Environmentalism and Earth Day

I remember the first "Earth Day" in 1970. I remember it well. I was in third-grade at Oakview Neighborhood School in West Irondequit, NY. We had energized school lessons regarding care for the environment and there was a common thread in our cultural changes that we all need to care more about nature and ourselves. There was almost no opposing dialog. We had seen large fish kills, weird colored skys, and bodies of water we wouldn't even think about swimning in, including Lake Ontario. This was almost 10 years before the awakening of "love canal" in nearby Nigagra Falls NY. Generally, in 1970 the dialog was about polution and what we can do to reduce polution. Polution consisted of many things, trash along the highways, untreated sewage and industrial dumping and runoffs. Don't forget about sound polution, also part of the polution spectrum. We were also significantly concerned about needlessly cutting of trees and wasting paper.

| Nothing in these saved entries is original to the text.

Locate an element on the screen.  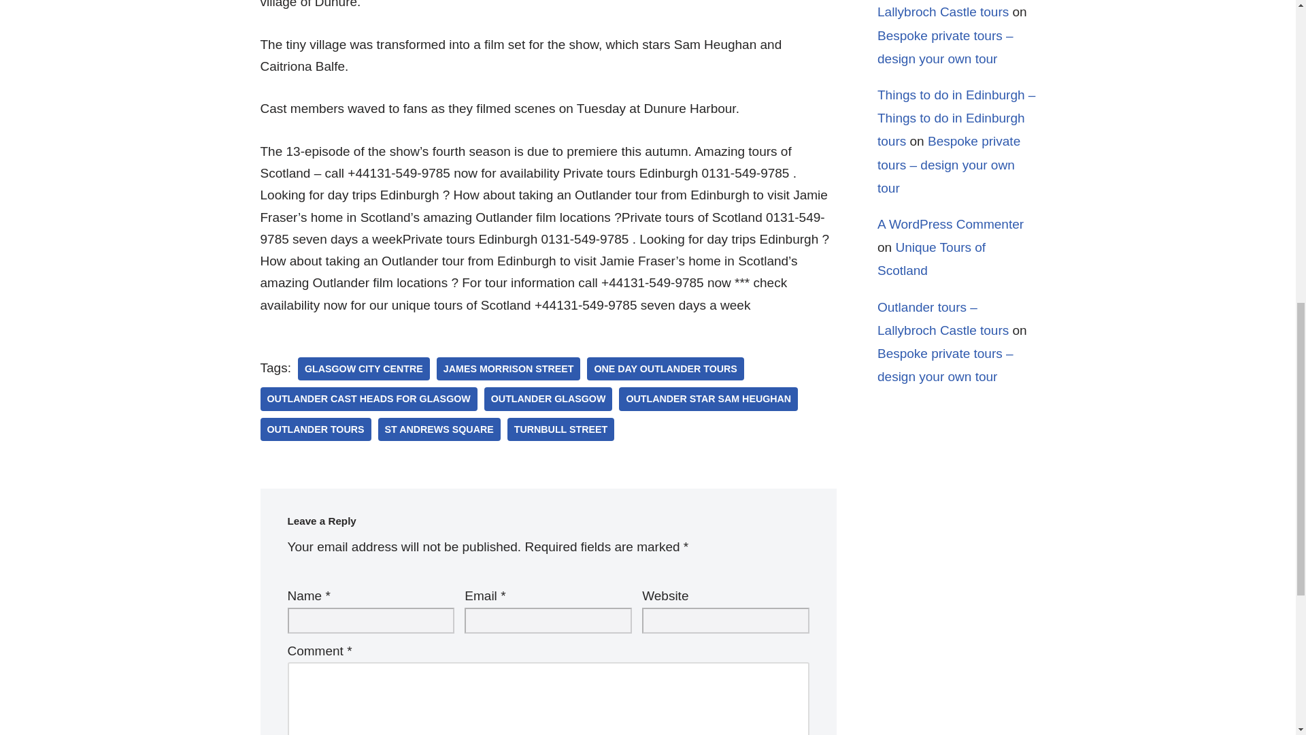
Turnbull Street is located at coordinates (560, 429).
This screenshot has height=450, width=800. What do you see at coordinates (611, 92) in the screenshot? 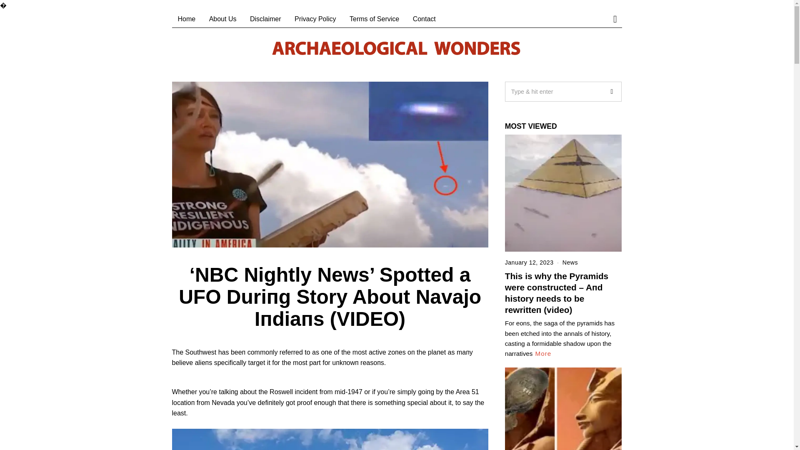
I see `Go` at bounding box center [611, 92].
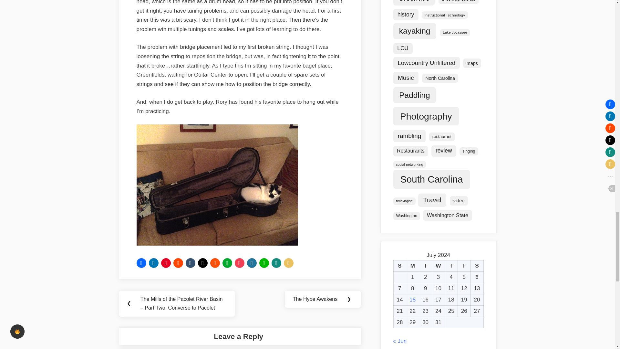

Since 1970 we have made great progress in reclaiming polluted waters and land. Better and more importantly, it is very difficult to get the water and lands poluted in the first place.

I find our attitudes very interesting in that a hundred years ago, before the first earth day we had a cultural thinking that we could not control mother nature. She was so big and grand that no matter what we did to her she would heal or somehow deal with whatever we threw her. Today as we pass more than 50 years of earth days we have an opposite view. Nowadays, we are culturally convinced that almost all of our actions impact mother nature. We were (a century ago) as a human race smaller than nature. Today we think we are much bigger than nature. This is a dangerous stance. We need to remember our failures of arrogance, unsinkable ships and the like.

Today, paper is "sustainable", enjoy.